Erik and Dag are amongst the first to come back, Pappa amongst the last. Pappa has one arm, and Dag is burnt, a black line drawn from left shoulder to right foot, which Mamma says means the lightning struck him.

‘It would have been quick,’ she says, not hiding her bitterness. ‘It would have been easy.’

Maren presses nose to shoulder, breathes herself in.

Her brother looks as though he is sleeping, but his skin is filled with that horrible green light she knows from other bodies brought in by the tide. Drowned. Not so easy.

When it is Maren’s turn to descend the cliff, she retrieves Toril’s son, snagged like driftwood on the sharp-toothed rocks. He is Erik’s age, and his body slips about in its bones like jointed meat in a sack. Maren smooths his dark hair away from his face, picks a whisper of seaweed from his collarbone. She and Edne must tie him by the waist and ribs and knees, to keep him together as he is drawn up to his mother.

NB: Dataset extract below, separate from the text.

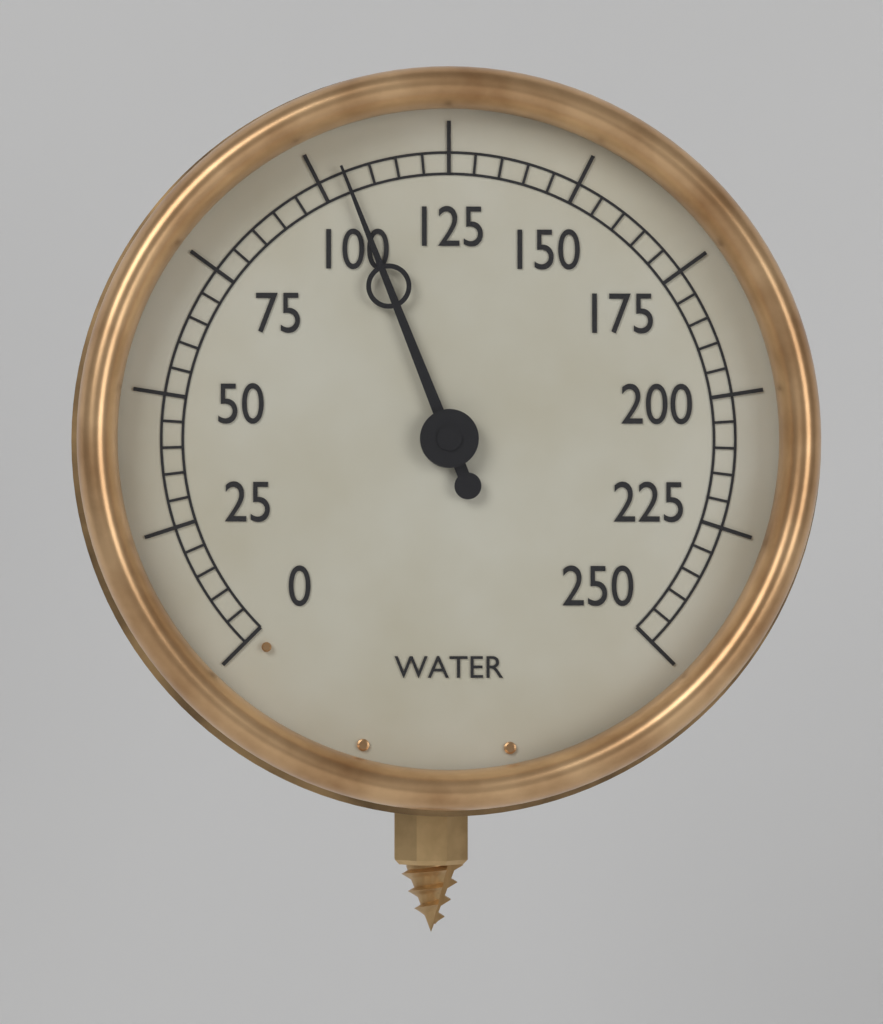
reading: 105 (no unit)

Maren is glad she can’t see Toril’s face when she is brought her boy. Though she is not fond of the woman, Toril’s keens prick at Maren’s chest like tiny needles.

The ground is too hard for burial, and so it is agreed that they will keep the dead in Dag’s father’s first boathouse, the cold keeping them frozen as earth. It will be months before they can break the surface to bury their men.

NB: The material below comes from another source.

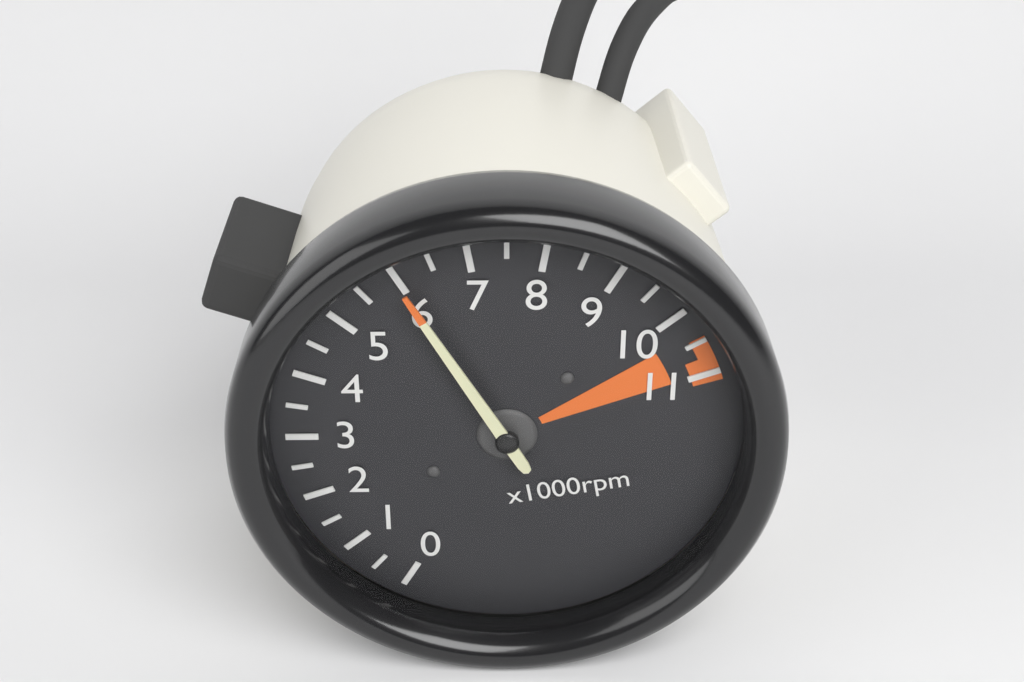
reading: 6.0 x1000rpm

‘We can use the sail as a shroud,’ says Mamma, after Erik is taken to the boat shed. She eyes the mended sail where it lies in the centre of the floor, as if Erik is already beneath it. It is exactly where they had dropped it nearly two weeks before. Maren and Mamma have been dancing around it, neither wanting to touch it, but now Diinna snatches it up and shakes her head.

‘A waste,’ she says, and Maren is glad: she can’t stand the thought of sending her father and brother into the ground with anything more of the sea upon them. Diinna folds the sail with deft movements, resting it upon her belly, and in her decisiveness Maren sees some of the girl who married her brother, laughing, a summer ago.

But Diinna disappears the day after Dag and Erik are brought back. Mamma is frantic that she has left to bring up the child with her Sámi family. She says some awful things, things that Maren knows she doesn’t mean. She calls Diinna a Lapp, a whore, a savage, things Toril or Sigfrid might say.

‘I always knew it,’ Mamma weeps. ‘I should never have let him marry a Lapp. They are not loyal, not made like us.’

Maren can only bite her tongue, and rub her back. It is true Diinna’s childhood was spent travelling, living beneath changing stars even in winter. Her father is a noaidi, a shaman of good standing. Before the kirke was more fully established, their neighbour Baar Ragnvalsson and many other men went to him for charms against rough weather. That had stopped lately, with new laws brought in to ban such things, but still Maren sees the small bone figures that the Sámi say will protect against bad luck on most doorsteps. Pastor Gursson always turned a blind eye, though Toril and her ilk urged him to come down harder on such practices.

Maren knows it was only Diinna’s love for Erik that made her agree to live in Vardø, but she doesn’t think Diinna would leave like this, not when they have already lost so many. Not with Erik’s baby inside her. She would not be so cruel as to take the last part of him away from them.

Within the week, they receive word from Kiberg. Edne’s brother-in-law comes with news that besides numerous boats moored in the harbour, they lost only three men. When the women gather in the kirke to hear the message, it stokes their unease.